Why Do My Docker Containers Exit? Decoding Common Exit Codes
This guide explains how to view Docker and Kubernetes container exit codes, lists the most common codes such as 0, 1, 137, 139, and 143, describes what each code means, and shows the commands and scenarios that generate them.
How to Check Container Exit Codes
There are three main ways to retrieve a container's exit code:
In Kubernetes, describe the pod: kubectl describe pod <pod-name> Using Docker, filter exited containers and inspect the state:
docker ps --filter "status=exited"
docker inspect <container-id> --format '{{.State.ExitCode}}'Run a container that deliberately exits and list it:
docker container run alpine sh -c "exit 1"
docker container ls -aCommon Exit Codes
Exit Code 0
The container finished without a foreground process.
It is considered a normal, successful termination.
Developers may use this code to signal that the container can stop automatically after completing its work.
Exit Code 1
General program error, such as a missing file referenced in the Dockerfile or an invalid entrypoint.
Can be caused by simple mistakes like division by zero or more complex crashes.
Exit Code 137
Indicates the container received a SIGKILL (kill -9).
Usually triggered by docker kill or by the Docker daemon when the pod exceeds its memory limit, resulting in an OOMKilled state.
Exit Code 139
Indicates a SIGSEGV (segmentation fault) caused by an invalid memory reference (kill -11).
Typically points to bugs in the application code or a corrupted base image.
Exit Code 143
Shows the container received a SIGTERM (kill -15), commonly from docker stop.
In some cases, docker stop may first send SIGTERM, wait ten seconds, then send SIGKILL, resulting in an exit code 137.
Less Common Codes
126 – Permission problem or non‑executable command.
127 – Command not found, often due to a typo in a shell script.
1 or 255 – Custom error codes; many programs use exit 1 or exit -1 (which maps to 255).
Exit Code Ranges
0–255 are valid; 0 means normal exit.
129–255 indicate termination by an external signal.
1–128 are typical program‑generated error codes.
Negative exit values are converted using the formula 256 – (|code| % 256).
References
http://tldp.org/LDP/abs/html/exitcodes.html
https://imroc.io/posts/kubernetes/analysis-exitcode/
https://medium.com/better-programming/understanding-docker-container-exit-codes-5ee79a1d58f6
Signed-in readers can open the original source through BestHub's protected redirect.
This article has been distilled and summarized from source material, then republished for learning and reference. If you believe it infringes your rights, please contactand we will review it promptly.
Liangxu Linux
Liangxu, a self‑taught IT professional now working as a Linux development engineer at a Fortune 500 multinational, shares extensive Linux knowledge—fundamentals, applications, tools, plus Git, databases, Raspberry Pi, etc. (Reply “Linux” to receive essential resources.)
How this landed with the community
Was this worth your time?
0 Comments
Thoughtful readers leave field notes, pushback, and hard-won operational detail here.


● **INSTRUCTIONS TO FOLLOW**
Every record should be written out exactly, with the pictures left out.

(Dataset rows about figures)
***

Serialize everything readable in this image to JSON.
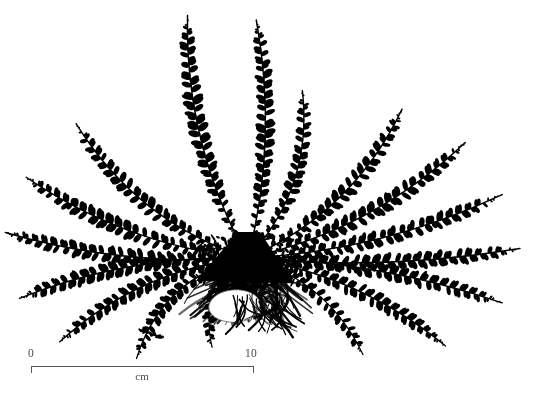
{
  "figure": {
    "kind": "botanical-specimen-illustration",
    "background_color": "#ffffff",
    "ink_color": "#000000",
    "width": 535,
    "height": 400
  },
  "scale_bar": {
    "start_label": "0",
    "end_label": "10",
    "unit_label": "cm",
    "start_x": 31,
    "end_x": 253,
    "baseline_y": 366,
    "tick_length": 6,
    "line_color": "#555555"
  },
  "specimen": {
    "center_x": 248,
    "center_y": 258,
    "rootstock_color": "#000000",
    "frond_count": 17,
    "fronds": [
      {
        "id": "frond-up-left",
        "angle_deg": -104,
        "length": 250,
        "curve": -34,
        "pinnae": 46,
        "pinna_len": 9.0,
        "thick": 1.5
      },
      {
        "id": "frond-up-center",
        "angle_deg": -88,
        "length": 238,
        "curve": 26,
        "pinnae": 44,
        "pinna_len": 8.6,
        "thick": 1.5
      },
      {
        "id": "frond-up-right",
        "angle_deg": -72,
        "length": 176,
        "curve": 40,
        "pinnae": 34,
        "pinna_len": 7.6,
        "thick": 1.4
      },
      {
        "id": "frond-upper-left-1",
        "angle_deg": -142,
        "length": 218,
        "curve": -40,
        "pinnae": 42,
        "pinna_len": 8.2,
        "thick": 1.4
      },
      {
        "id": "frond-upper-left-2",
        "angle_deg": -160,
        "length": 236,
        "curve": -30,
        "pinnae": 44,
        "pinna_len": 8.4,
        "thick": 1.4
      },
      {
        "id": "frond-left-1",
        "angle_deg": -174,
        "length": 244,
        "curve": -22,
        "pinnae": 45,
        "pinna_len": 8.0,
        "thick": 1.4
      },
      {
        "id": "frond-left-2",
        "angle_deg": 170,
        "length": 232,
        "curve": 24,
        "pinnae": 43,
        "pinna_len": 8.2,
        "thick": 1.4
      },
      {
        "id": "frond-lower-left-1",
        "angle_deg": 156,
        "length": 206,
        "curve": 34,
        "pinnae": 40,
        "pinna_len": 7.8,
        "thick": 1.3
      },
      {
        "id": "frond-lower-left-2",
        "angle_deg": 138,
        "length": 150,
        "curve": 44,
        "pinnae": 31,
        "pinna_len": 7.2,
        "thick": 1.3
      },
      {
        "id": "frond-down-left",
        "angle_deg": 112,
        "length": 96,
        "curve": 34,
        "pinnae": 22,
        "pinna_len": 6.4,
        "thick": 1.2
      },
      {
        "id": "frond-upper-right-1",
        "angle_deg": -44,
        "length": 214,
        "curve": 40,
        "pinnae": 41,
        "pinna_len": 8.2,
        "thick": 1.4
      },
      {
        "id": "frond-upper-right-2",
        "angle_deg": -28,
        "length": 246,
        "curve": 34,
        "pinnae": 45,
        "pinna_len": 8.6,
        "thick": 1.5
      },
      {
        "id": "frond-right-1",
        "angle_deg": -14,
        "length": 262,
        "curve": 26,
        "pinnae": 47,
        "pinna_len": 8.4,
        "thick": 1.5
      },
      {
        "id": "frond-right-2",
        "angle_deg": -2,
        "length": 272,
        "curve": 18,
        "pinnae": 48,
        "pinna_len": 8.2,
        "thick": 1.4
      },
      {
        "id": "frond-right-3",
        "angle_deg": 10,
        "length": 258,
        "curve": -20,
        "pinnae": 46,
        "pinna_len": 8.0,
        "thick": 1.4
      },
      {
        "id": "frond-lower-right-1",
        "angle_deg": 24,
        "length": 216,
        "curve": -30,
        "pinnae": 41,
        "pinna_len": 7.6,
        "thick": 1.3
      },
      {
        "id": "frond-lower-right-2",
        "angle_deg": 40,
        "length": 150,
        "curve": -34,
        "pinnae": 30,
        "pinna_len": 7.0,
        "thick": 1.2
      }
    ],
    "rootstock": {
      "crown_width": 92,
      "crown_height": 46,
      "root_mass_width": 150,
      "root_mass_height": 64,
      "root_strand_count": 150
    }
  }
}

***

● **RESPONSE AREA**
Serialize everything readable in this image to JSON.
{
  "figure": {
    "kind": "botanical-specimen-illustration",
    "background_color": "#ffffff",
    "ink_color": "#000000",
    "width": 535,
    "height": 400
  },
  "scale_bar": {
    "start_label": "0",
    "end_label": "10",
    "unit_label": "cm",
    "start_x": 31,
    "end_x": 253,
    "baseline_y": 366,
    "tick_length": 6,
    "line_color": "#555555"
  },
  "specimen": {
    "center_x": 248,
    "center_y": 258,
    "rootstock_color": "#000000",
    "frond_count": 17,
    "fronds": [
      {
        "id": "frond-up-left",
        "angle_deg": -104,
        "length": 250,
        "curve": -34,
        "pinnae": 46,
        "pinna_len": 9.0,
        "thick": 1.5
      },
      {
        "id": "frond-up-center",
        "angle_deg": -88,
        "length": 238,
        "curve": 26,
        "pinnae": 44,
        "pinna_len": 8.6,
        "thick": 1.5
      },
      {
        "id": "frond-up-right",
        "angle_deg": -72,
        "length": 176,
        "curve": 40,
        "pinnae": 34,
        "pinna_len": 7.6,
        "thick": 1.4
      },
      {
        "id": "frond-upper-left-1",
        "angle_deg": -142,
        "length": 218,
        "curve": -40,
        "pinnae": 42,
        "pinna_len": 8.2,
        "thick": 1.4
      },
      {
        "id": "frond-upper-left-2",
        "angle_deg": -160,
        "length": 236,
        "curve": -30,
        "pinnae": 44,
        "pinna_len": 8.4,
        "thick": 1.4
      },
      {
        "id": "frond-left-1",
        "angle_deg": -174,
        "length": 244,
        "curve": -22,
        "pinnae": 45,
        "pinna_len": 8.0,
        "thick": 1.4
      },
      {
        "id": "frond-left-2",
        "angle_deg": 170,
        "length": 232,
        "curve": 24,
        "pinnae": 43,
        "pinna_len": 8.2,
        "thick": 1.4
      },
      {
        "id": "frond-lower-left-1",
        "angle_deg": 156,
        "length": 206,
        "curve": 34,
        "pinnae": 40,
        "pinna_len": 7.8,
        "thick": 1.3
      },
      {
        "id": "frond-lower-left-2",
        "angle_deg": 138,
        "length": 150,
        "curve": 44,
        "pinnae": 31,
        "pinna_len": 7.2,
        "thick": 1.3
      },
      {
        "id": "frond-down-left",
        "angle_deg": 112,
        "length": 96,
        "curve": 34,
        "pinnae": 22,
        "pinna_len": 6.4,
        "thick": 1.2
      },
      {
        "id": "frond-upper-right-1",
        "angle_deg": -44,
        "length": 214,
        "curve": 40,
        "pinnae": 41,
        "pinna_len": 8.2,
        "thick": 1.4
      },
      {
        "id": "frond-upper-right-2",
        "angle_deg": -28,
        "length": 246,
        "curve": 34,
        "pinnae": 45,
        "pinna_len": 8.6,
        "thick": 1.5
      },
      {
        "id": "frond-right-1",
        "angle_deg": -14,
        "length": 262,
        "curve": 26,
        "pinnae": 47,
        "pinna_len": 8.4,
        "thick": 1.5
      },
      {
        "id": "frond-right-2",
        "angle_deg": -2,
        "length": 272,
        "curve": 18,
        "pinnae": 48,
        "pinna_len": 8.2,
        "thick": 1.4
      },
      {
        "id": "frond-right-3",
        "angle_deg": 10,
        "length": 258,
        "curve": -20,
        "pinnae": 46,
        "pinna_len": 8.0,
        "thick": 1.4
      },
      {
        "id": "frond-lower-right-1",
        "angle_deg": 24,
        "length": 216,
        "curve": -30,
        "pinnae": 41,
        "pinna_len": 7.6,
        "thick": 1.3
      },
      {
        "id": "frond-lower-right-2",
        "angle_deg": 40,
        "length": 150,
        "curve": -34,
        "pinnae": 30,
        "pinna_len": 7.0,
        "thick": 1.2
      }
    ],
    "rootstock": {
      "crown_width": 92,
      "crown_height": 46,
      "root_mass_width": 150,
      "root_mass_height": 64,
      "root_strand_count": 150
    }
  }
}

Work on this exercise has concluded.